Archeology of the Digital

What was the role of digital tools in the evolution of the architectural design process? Archaeology of the Digital, a transdisciplinary exhibition at Montreal’s CCA (2012) attempted to craft an answer.

What was the role of digital tools in the evolution of the architectural design process? Archaeology of the Digital, an exhibition at Montreal’s Canadian Center for Architecture (CCA) curated by Greg Lynn, highlights, in a case study format, the dialogue between computer sciences, architecture and engineering; the foundation for the seminal work of four architects at the end of the 80s and start of the 90s. Lynn expresses his malaise with current discourses on digital technologies in architecture by critics, theorists, journalists and historians. Through this premise, an array of projects are on display by Peter Eisenman, Frank Gehry, Chuck Hoberman and Shoei Yoh, putting into perspective architecture pioneered through digital means.

Eisenmann’s Biozentrum reaches to metaphysical concerns of untheorized formalism, technocrats using the digital to produce designs that create homogeneous spaces; his use of the digital is parametric-based through generative algorithms. Hoberman delves into mechanics, scale and movement wherein the digital acts as a programming medium for a spatial and manufacturing manifestation of folding and collapsing structures. Yoh’s Galaxy Toyama Gymnasium expands the notions proposed by Eisenman through a marriage of optimized engineering and the inherent beauty of natural phenomena. Gehry’s Lewis Residence was a threshold moment in his practice, bridging the gap between analogue methods of design with innovative 3D-software engineering.

Lynn claims that there has not been a real theory and history of the digital, thus, the exhibition intends to present documents and materials for future historians and theorists in the pursuit of knowledge. It is often noted that digital technologies lobotomized architects, designers and students of any critical thinking methodology in their creative processes. Celebrating the past of digital history is a reaction to the utopian speculations on the future of technologies. The CCA does not provide any solutions through this exhibition, rather it seeks to provide the evidence and documentation that deep thought can exist through the digital and aims to stimulate and inspire to further the cause.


About this exercise: Copy all lines below containing "xylem".

Data for processing:
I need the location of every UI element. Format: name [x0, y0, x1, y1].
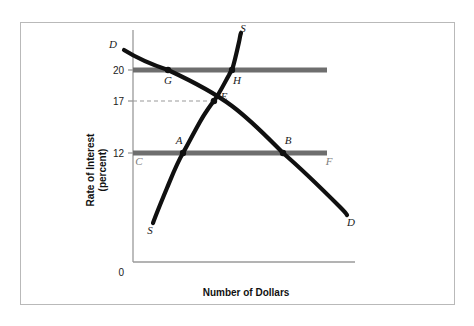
point-label-H: H: [232, 74, 242, 86]
point-label-E: E: [220, 90, 228, 102]
point-label-B: B: [285, 134, 292, 146]
point-label-F: F: [325, 155, 333, 167]
y-axis-ticks: [128, 70, 133, 153]
point-label-D-bottom: D: [346, 216, 355, 228]
point-label-S-top: S: [240, 22, 246, 34]
y-tick-label-17: 17: [113, 96, 125, 107]
x-axis-title: Number of Dollars: [203, 287, 290, 298]
y-axis-title-line1: Rate of Interest: [85, 133, 96, 206]
y-tick-label-12: 12: [113, 148, 125, 159]
point-marker-B: [280, 150, 286, 156]
supply-curve: [153, 33, 241, 223]
point-marker-G: [165, 67, 171, 73]
figure-root: 20 17 12 0 D S G H E A B C F S D Number …: [0, 0, 474, 326]
chart-canvas: 20 17 12 0 D S G H E A B C F S D Number …: [0, 0, 474, 326]
point-label-C: C: [135, 155, 143, 167]
point-label-G: G: [164, 74, 172, 86]
point-label-S-bottom: S: [147, 224, 153, 236]
point-marker-E: [211, 98, 217, 104]
point-label-D-top: D: [108, 38, 117, 50]
y-tick-label-20: 20: [113, 65, 125, 76]
y-axis-title-line2: (percent): [97, 149, 108, 192]
origin-label: 0: [118, 267, 124, 278]
axes-group: [133, 30, 355, 262]
point-marker-A: [180, 150, 186, 156]
point-marker-H: [229, 67, 235, 73]
point-label-A: A: [175, 134, 183, 146]
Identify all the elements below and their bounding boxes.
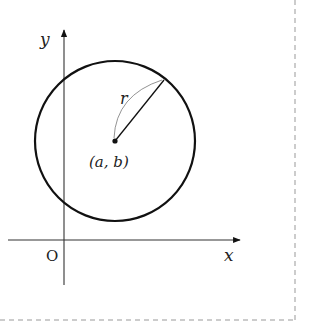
x-axis-label: x [224, 245, 234, 265]
center-label: (a, b) [89, 153, 129, 171]
center-point [112, 138, 117, 143]
y-axis-label: y [39, 29, 50, 49]
origin-label: O [46, 247, 58, 265]
radius-label: r [120, 89, 129, 108]
diagram-canvas: y x O r (a, b) [0, 0, 309, 329]
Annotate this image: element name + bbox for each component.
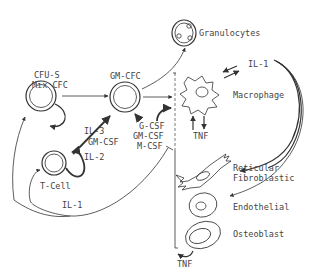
cfu-s-self-renewal-arrow bbox=[50, 104, 65, 127]
granulocyte-cell bbox=[172, 20, 196, 46]
csf-to-gmcfc-arrow bbox=[135, 114, 140, 120]
tnf-macrophage-label: TNF bbox=[193, 131, 208, 141]
granulocytes-label: Granulocytes bbox=[199, 28, 260, 38]
gmcfc-to-granulocytes-arrow bbox=[142, 48, 185, 89]
cytokine-network-diagram: CFU-S Mix CFC GM-CFC Granulocytes G-CSF … bbox=[0, 0, 313, 278]
cfu-s-label: CFU-S bbox=[34, 70, 60, 80]
gm-csf-label: GM-CSF bbox=[133, 131, 164, 141]
gm-cfc-label: GM-CFC bbox=[110, 71, 141, 81]
il-1-to-cfu-arrow bbox=[13, 117, 25, 200]
t-cell-label: T-Cell bbox=[40, 181, 71, 191]
m-csf-label: M-CSF bbox=[137, 141, 163, 151]
osteoblast-cell bbox=[182, 217, 225, 254]
macrophage-cell bbox=[180, 76, 219, 115]
endothelial-cell bbox=[186, 190, 219, 220]
mix-cfc-label: Mix CFC bbox=[32, 80, 68, 90]
il-2-label: IL-2 bbox=[84, 152, 104, 162]
il-1-in-arrow bbox=[223, 66, 237, 72]
il-1-top-label: IL-1 bbox=[248, 59, 268, 69]
tnf-bottom-arrow bbox=[178, 251, 193, 257]
il-1-out-arrow bbox=[224, 71, 239, 78]
gm-cfc-cell bbox=[110, 82, 140, 112]
osteoblast-label: Osteoblast bbox=[233, 229, 284, 239]
tcell-gm-csf-label: GM-CSF bbox=[88, 137, 119, 147]
macrophage-nucleus bbox=[196, 87, 208, 97]
g-csf-label: G-CSF bbox=[139, 121, 165, 131]
tnf-bottom-label: TNF bbox=[177, 259, 192, 269]
csf-curve-arrow bbox=[157, 108, 171, 121]
t-cell bbox=[42, 151, 66, 175]
il-1-to-tcell-arrow bbox=[29, 170, 40, 200]
il-1-arc-2 bbox=[268, 61, 301, 168]
reticular-label: Reticular bbox=[233, 163, 279, 173]
macrophage-label: Macrophage bbox=[233, 90, 284, 100]
il-1-bottom-label: IL-1 bbox=[62, 200, 82, 210]
il-2-autocrine-arrow bbox=[66, 152, 84, 177]
fibroblastic-label: Fibroblastic bbox=[233, 173, 294, 183]
endothelial-label: Endothelial bbox=[233, 202, 289, 212]
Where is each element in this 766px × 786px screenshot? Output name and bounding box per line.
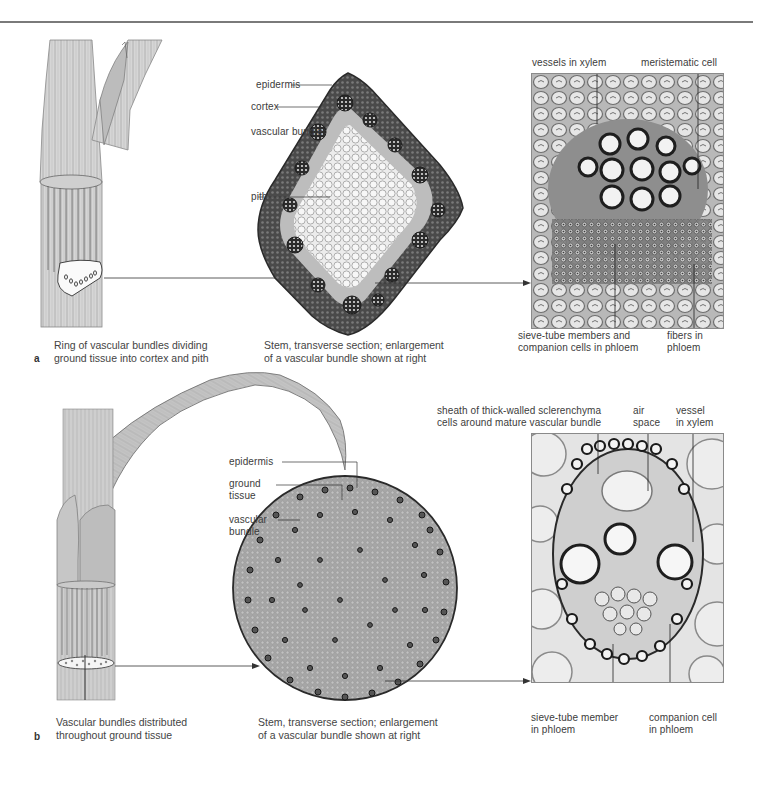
- monocot-stem-cross-section: [233, 462, 531, 700]
- label-line: space: [633, 417, 660, 429]
- label-line: ground: [229, 478, 261, 490]
- label-sieve-tube-member: sieve-tube member in phloem: [531, 712, 618, 736]
- label-air-space: air space: [633, 405, 660, 429]
- panel-letter-b: b: [34, 731, 40, 742]
- label-line: vascular: [229, 514, 267, 526]
- label-line: bundle: [229, 526, 267, 538]
- label-line: sheath of thick-walled sclerenchyma: [437, 405, 601, 417]
- label-line: tissue: [229, 490, 261, 502]
- label-sheath-sclerenchyma: sheath of thick-walled sclerenchyma cell…: [437, 405, 601, 429]
- label-epidermis-b: epidermis: [229, 456, 273, 468]
- label-ground-tissue: ground tissue: [229, 478, 261, 502]
- label-companion-cell: companion cell in phloem: [649, 712, 717, 736]
- monocot-bundle-micrograph: [531, 433, 724, 683]
- caption-line: Stem, transverse section; enlargement: [258, 716, 438, 729]
- label-line: in phloem: [649, 724, 717, 736]
- label-line: air: [633, 405, 660, 417]
- caption-line: of a vascular bundle shown at right: [258, 729, 438, 742]
- label-line: cells around mature vascular bundle: [437, 417, 601, 429]
- label-line: vessel: [676, 405, 713, 417]
- micrograph-b-image: [532, 434, 723, 682]
- label-line: companion cell: [649, 712, 717, 724]
- label-line: in phloem: [531, 724, 618, 736]
- caption-section-b: Stem, transverse section; enlargement of…: [258, 716, 438, 742]
- label-vessel-in-xylem: vessel in xylem: [676, 405, 713, 429]
- label-line: sieve-tube member: [531, 712, 618, 724]
- caption-line: Vascular bundles distributed: [56, 716, 187, 729]
- label-line: in xylem: [676, 417, 713, 429]
- label-vascular-bundle-b: vascular bundle: [229, 514, 267, 538]
- caption-stem-b: Vascular bundles distributed throughout …: [56, 716, 187, 742]
- caption-line: throughout ground tissue: [56, 729, 187, 742]
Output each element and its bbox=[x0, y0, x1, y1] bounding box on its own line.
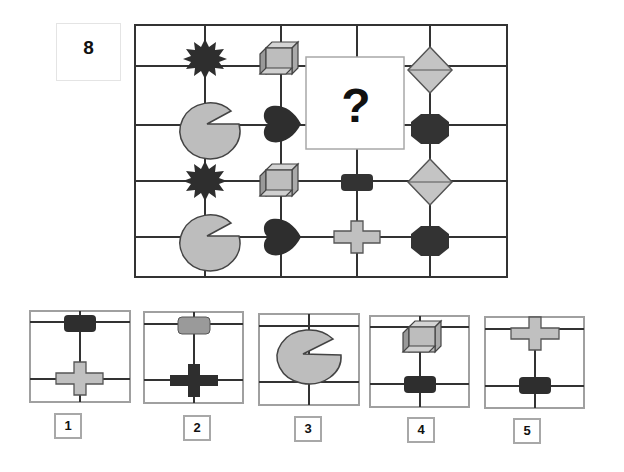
question-mark: ? bbox=[341, 79, 370, 132]
option-4-panel[interactable] bbox=[370, 316, 469, 407]
option-4-label-box[interactable]: 4 bbox=[407, 417, 435, 443]
option-5-panel[interactable] bbox=[485, 317, 584, 408]
option-2-panel[interactable] bbox=[144, 312, 243, 403]
rounded-rect-icon bbox=[341, 174, 373, 191]
octagon-icon bbox=[411, 226, 449, 256]
pacman-icon bbox=[277, 330, 341, 384]
option-5-label-box[interactable]: 5 bbox=[513, 418, 541, 444]
option-2-label: 2 bbox=[193, 420, 200, 435]
rounded-rect-icon bbox=[404, 376, 436, 393]
option-1-panel[interactable] bbox=[30, 311, 130, 402]
option-3-label-box[interactable]: 3 bbox=[294, 416, 322, 442]
puzzle-matrix: ? bbox=[0, 0, 624, 472]
option-3-panel[interactable] bbox=[259, 314, 359, 405]
rounded-rect-icon bbox=[64, 315, 96, 332]
octagon-icon bbox=[411, 114, 449, 144]
pacman-icon bbox=[180, 103, 240, 159]
rounded-rect-icon bbox=[519, 377, 551, 394]
option-1-label: 1 bbox=[64, 418, 71, 433]
option-4-label: 4 bbox=[417, 422, 424, 437]
option-3-label: 3 bbox=[304, 421, 311, 436]
option-1-label-box[interactable]: 1 bbox=[54, 413, 82, 439]
option-2-label-box[interactable]: 2 bbox=[183, 415, 211, 441]
rounded-rect-icon bbox=[178, 317, 210, 334]
pacman-icon bbox=[180, 215, 240, 271]
option-5-label: 5 bbox=[523, 423, 530, 438]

Solution to this task:
- label-vessel-in-xylem: vessel in xylem: [676, 405, 713, 429]
- label-line: in xylem: [676, 417, 713, 429]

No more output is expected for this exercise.